Women have worked hard; starved in prison; given of their time and lives that we might sit in the House of Commons and take part in the legislating of this country.
The difference between tax avoidance and tax evasion is the thickness of a prison walls.
Crimes lead one into another; they who are capable of being forgers are capable of being incendiaries.
The severest justice may not always be the best policy.
A country is in a bad state, which is governed only by laws; because a thousand things occur for which laws cannot provide, and where authority ought to interpose.
Well, I don't think prisons are the answer to everything, obviously.
It becomes not a law-maker to be a law-breaker.
If we were brought to trial for the crimes we have committed against ourselves, few would escape the gallows.
There is no peace because the making of peace is at least as costly as the making of war - at least as exigent, at least as disruptive, at least as liable to bring disgrace and prison and death in its wake.
In the halls of justice, the only justice is in the halls.

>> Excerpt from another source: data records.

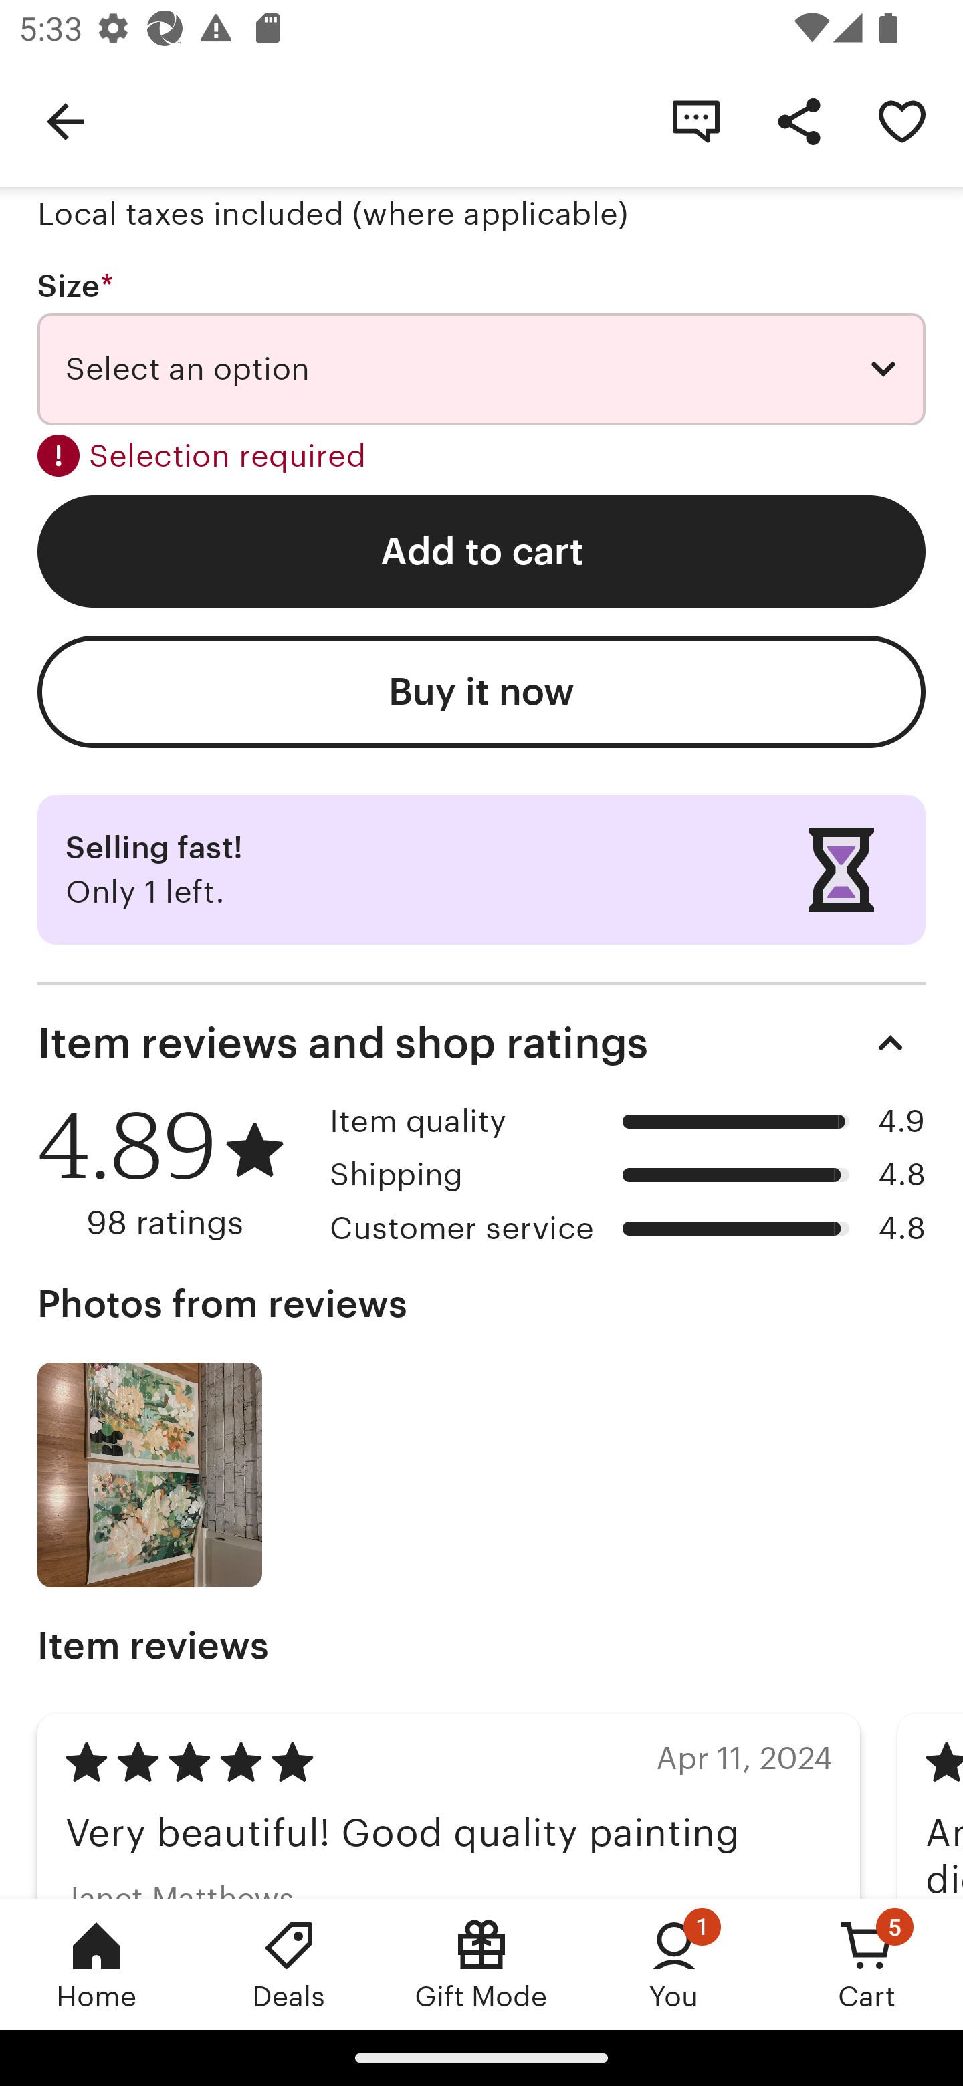 Image resolution: width=963 pixels, height=2086 pixels. What do you see at coordinates (481, 692) in the screenshot?
I see `Buy it now` at bounding box center [481, 692].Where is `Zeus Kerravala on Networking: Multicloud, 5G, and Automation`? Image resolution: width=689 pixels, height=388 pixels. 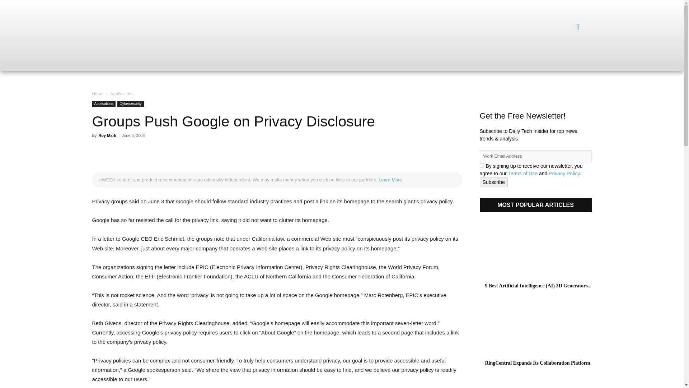
Zeus Kerravala on Networking: Multicloud, 5G, and Automation is located at coordinates (535, 386).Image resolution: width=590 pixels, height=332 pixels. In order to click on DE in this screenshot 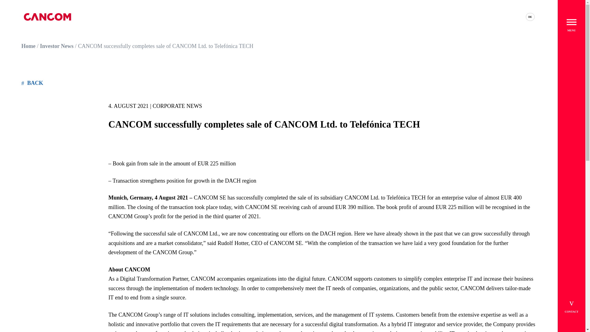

They were being driven to a prison, through no fault of their own, in all probability for life. In comparison, how much easier it would be to walk to the gallows than to this tomb of living horrors!
The object of punishment is prevention from evil; it never can be made impulsive to good.
Mere factual innocence is no reason not to carry out a death sentence properly reached.
I never told a victim story about my imprisonment. Instead, I told a transformation story - about how prison changed my outlook, about how I saw that communication, truth, and trust are at the heart of power.
One crime has to be concealed by another.
As we grow in wisdom, we pardon more freely.
Those magistrates who can prevent crime, and do not, in effect encourage it.
To seek the redress of grievances by going to law, is like sheep running for shelter to a bramble bush.
The contagion of crime is like that of the plague. Criminals collected together corrupt each other; they are worse than ever when at the termination of their punishment they re-enter society.
We're in a war. People who blast some pot on a casual basis are guilty of treason.
Any punishment that does not correct, that can merely rouse rebellion in whoever has to endure it, is a piece of gratuitous infamy which makes those who impose it more guilty in the eyes of humanity, good sense and reason, nay a hundred times more guilty than the victim on whom the punishment is inflicted.
Some laws of state aimed at curbing crime are even more criminal.
The public have more interest in the punishment of an injury than he who receives it.
One man meets an infamous punishment for that crime which confers a diadem upon another.